Denis Piel was born in France in 1944, spent his childhood in Australia, and received his education in the USA. In 1979, Alexander Lieberman, the legendary editor-in-chief of Condé Nast, noticed him, and Denis Piel got an exclusive contract with the publishing house and found himself in the same professional environment with Richard Avedon and Irwin Penn.
For ten years Denis Piel has had a chance to make many fashion shoots for the leading magazines of the publishing house. The heroines of his photographs were Christy Turlington, Rachel Williams, Lara Nashinski, Eva Wallen, Nancy Donahue, Gia Carangi, Kelly LeBrock, Joan Severance, Yoanna Pakula. At the same time, he was always more interested in models who were or could become actresses in the frame, rather than blindly following the instructions of the photographer. In the late 1980s, Denis Piel was awarded the Leica Medal of Excellence for Commercial Photography, when he founded Jupiter Films, leaving Condé Nast to focus on filmmaking.

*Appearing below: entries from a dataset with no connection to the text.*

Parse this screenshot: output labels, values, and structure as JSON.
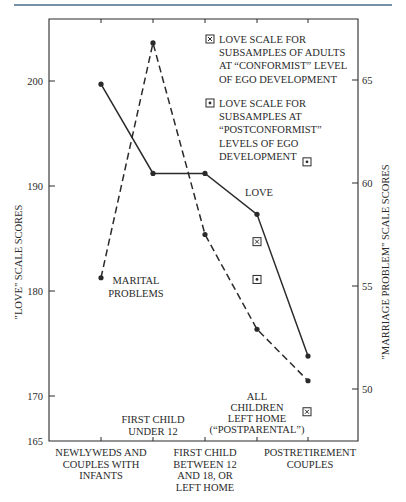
{
  "chart_data": {
    "type": "line",
    "title": "",
    "xlabel": "",
    "ylabel": "\"LOVE\" SCALE SCORES",
    "ylabel_right": "\"MARRIAGE PROBLEM\" SCALE SCORES",
    "ylim": [
      165,
      205
    ],
    "ylim_right": [
      47.5,
      67.5
    ],
    "grid": false,
    "categories": [
      "NEWLYWEDS AND COUPLES WITH INFANTS",
      "FIRST CHILD UNDER 12",
      "FIRST CHILD BETWEEN 12 AND 18, OR LEFT HOME",
      "ALL CHILDREN LEFT HOME (\"POSTPARENTAL\")",
      "POSTRETIREMENT COUPLES"
    ],
    "left_ticks": [
      165,
      170,
      180,
      190,
      200
    ],
    "right_ticks": [
      50,
      55,
      60,
      65
    ],
    "series": [
      {
        "name": "LOVE",
        "axis": "left",
        "style": "solid",
        "values": [
          199.7,
          191.2,
          191.2,
          187.3,
          173.8
        ]
      },
      {
        "name": "MARITAL PROBLEMS",
        "axis": "right",
        "style": "dashed",
        "values": [
          55.4,
          66.8,
          57.5,
          52.9,
          50.4
        ]
      }
    ],
    "markers": [
      {
        "name": "LOVE SCALE FOR SUBSAMPLES OF ADULTS AT \"CONFORMIST\" LEVEL OF EGO DEVELOPMENT",
        "symbol": "boxed-x",
        "points": [
          {
            "category_index": 3,
            "value": 184.7
          },
          {
            "category_index": 4,
            "value": 168.5
          }
        ]
      },
      {
        "name": "LOVE SCALE FOR SUBSAMPLES AT \"POSTCONFORMIST\" LEVELS OF EGO DEVELOPMENT",
        "symbol": "boxed-dot",
        "points": [
          {
            "category_index": 3,
            "value": 181.1
          },
          {
            "category_index": 4,
            "value": 192.3
          }
        ]
      }
    ],
    "legend": [
      {
        "symbol": "boxed-x",
        "lines": [
          "LOVE SCALE FOR",
          "SUBSAMPLES OF ADULTS",
          "AT “CONFORMIST” LEVEL",
          "OF EGO DEVELOPMENT"
        ]
      },
      {
        "symbol": "boxed-dot",
        "lines": [
          "LOVE SCALE FOR",
          "SUBSAMPLES AT",
          "“POSTCONFORMIST”",
          "LEVELS OF EGO",
          "DEVELOPMENT"
        ]
      }
    ],
    "legend_position": "upper right",
    "annotations": [
      {
        "text": [
          "MARITAL",
          "PROBLEMS"
        ]
      },
      {
        "text": [
          "LOVE"
        ]
      }
    ],
    "category_label_lines": [
      [
        "NEWLYWEDS AND",
        "COUPLES WITH",
        "INFANTS"
      ],
      [
        "FIRST CHILD",
        "UNDER 12"
      ],
      [
        "FIRST CHILD",
        "BETWEEN 12",
        "AND 18, OR",
        "LEFT HOME"
      ],
      [
        "ALL",
        "CHILDREN",
        "LEFT HOME",
        "(“POSTPARENTAL”)"
      ],
      [
        "POSTRETIREMENT",
        "COUPLES"
      ]
    ],
    "colors": {
      "ink": "#2a2a2a",
      "rule": "#4a6a8a"
    }
  }
}
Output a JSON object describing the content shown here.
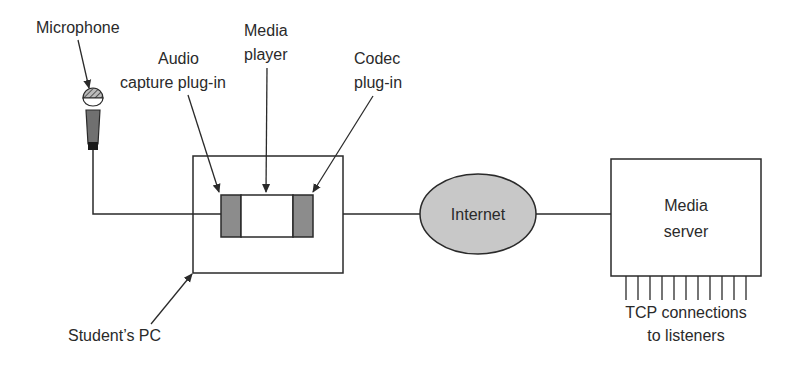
{
  "diagram": {
    "labels": {
      "microphone": "Microphone",
      "audio_capture_line1": "Audio",
      "audio_capture_line2": "capture plug-in",
      "media_player_line1": "Media",
      "media_player_line2": "player",
      "codec_line1": "Codec",
      "codec_line2": "plug-in",
      "internet": "Internet",
      "media_server_line1": "Media",
      "media_server_line2": "server",
      "tcp_line1": "TCP connections",
      "tcp_line2": "to listeners",
      "students_pc": "Student’s PC"
    },
    "colors": {
      "stroke": "#2a2a2a",
      "plugin_fill": "#8c8c8c",
      "internet_fill": "#c8c8c8",
      "mic_body": "#707070"
    },
    "tcp_connection_count": 11
  }
}
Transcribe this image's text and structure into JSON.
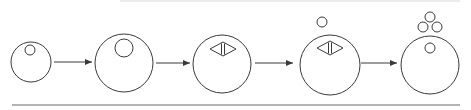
{
  "diagram": {
    "type": "process-sequence",
    "colors": {
      "stroke": "#3a3a3a",
      "background": "#ffffff",
      "rule": "#6a6a6a"
    },
    "stages": [
      {
        "index": 1,
        "cell": {
          "cx": 31,
          "cy": 62,
          "r": 20
        },
        "inner_circles": [
          {
            "cx": 30,
            "cy": 50,
            "r": 5
          }
        ],
        "spindle": null,
        "outer_circles": []
      },
      {
        "index": 2,
        "cell": {
          "cx": 124,
          "cy": 63,
          "r": 29
        },
        "inner_circles": [
          {
            "cx": 124,
            "cy": 48,
            "r": 9
          }
        ],
        "spindle": null,
        "outer_circles": []
      },
      {
        "index": 3,
        "cell": {
          "cx": 222,
          "cy": 64,
          "r": 29
        },
        "inner_circles": [],
        "spindle": {
          "cx": 223,
          "cy": 49,
          "w": 26,
          "h": 14
        },
        "outer_circles": []
      },
      {
        "index": 4,
        "cell": {
          "cx": 330,
          "cy": 65,
          "r": 30
        },
        "inner_circles": [],
        "spindle": {
          "cx": 330,
          "cy": 48,
          "w": 26,
          "h": 14
        },
        "outer_circles": [
          {
            "cx": 322,
            "cy": 22,
            "r": 5
          }
        ]
      },
      {
        "index": 5,
        "cell": {
          "cx": 430,
          "cy": 65,
          "r": 29
        },
        "inner_circles": [
          {
            "cx": 430,
            "cy": 48,
            "r": 5
          }
        ],
        "spindle": null,
        "outer_circles": [
          {
            "cx": 430,
            "cy": 17,
            "r": 5
          },
          {
            "cx": 423,
            "cy": 27,
            "r": 5
          },
          {
            "cx": 437,
            "cy": 27,
            "r": 5
          }
        ]
      }
    ],
    "arrows": [
      {
        "x1": 54,
        "x2": 92,
        "y": 62
      },
      {
        "x1": 156,
        "x2": 190,
        "y": 63
      },
      {
        "x1": 255,
        "x2": 293,
        "y": 63
      },
      {
        "x1": 361,
        "x2": 397,
        "y": 63
      }
    ],
    "rules": {
      "top": {
        "x1": 120,
        "x2": 460,
        "y": 1
      },
      "bottom": {
        "x1": 12,
        "x2": 460,
        "y": 105
      }
    }
  }
}
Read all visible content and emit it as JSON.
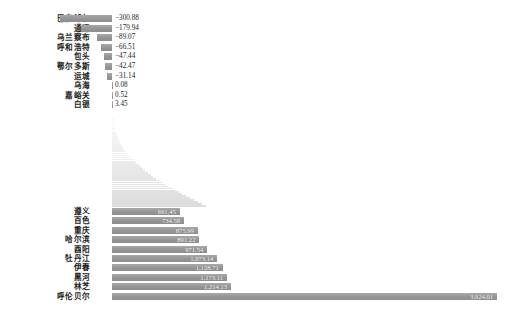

While working for Vogue and other Condé Nast magazines, Denis Piel used a variety of techniques to give his designs the sensibility they needed. Piel himself believes that such geniuses of cinema as Stanley Kubrick, Satyajit Ray, Bernardo Bertolucci, Michelangelo Antonioni, John Cassavetes, Ingmar Bergman, Elia Kazana, François Truffaut and Akira Kurosawa had a significant influence on his vision. In his work, you can see a cinematic approach that gives glossy photography a different dimension, pushing the boundaries of the genre.
Denis Piel contributed significantly to fashion photography. He created some of the most recognizable fashion series and portraits of that era, working for the leading publications in the US and Europe: Vogue, Vanity Fair, Self, GQ, The New York Times Magazine and others. Piel’s photographs are in the permanent collections of the Victoria and Albert Museum (London), the Museum of Fine Arts (Boston) and many private collections around the world.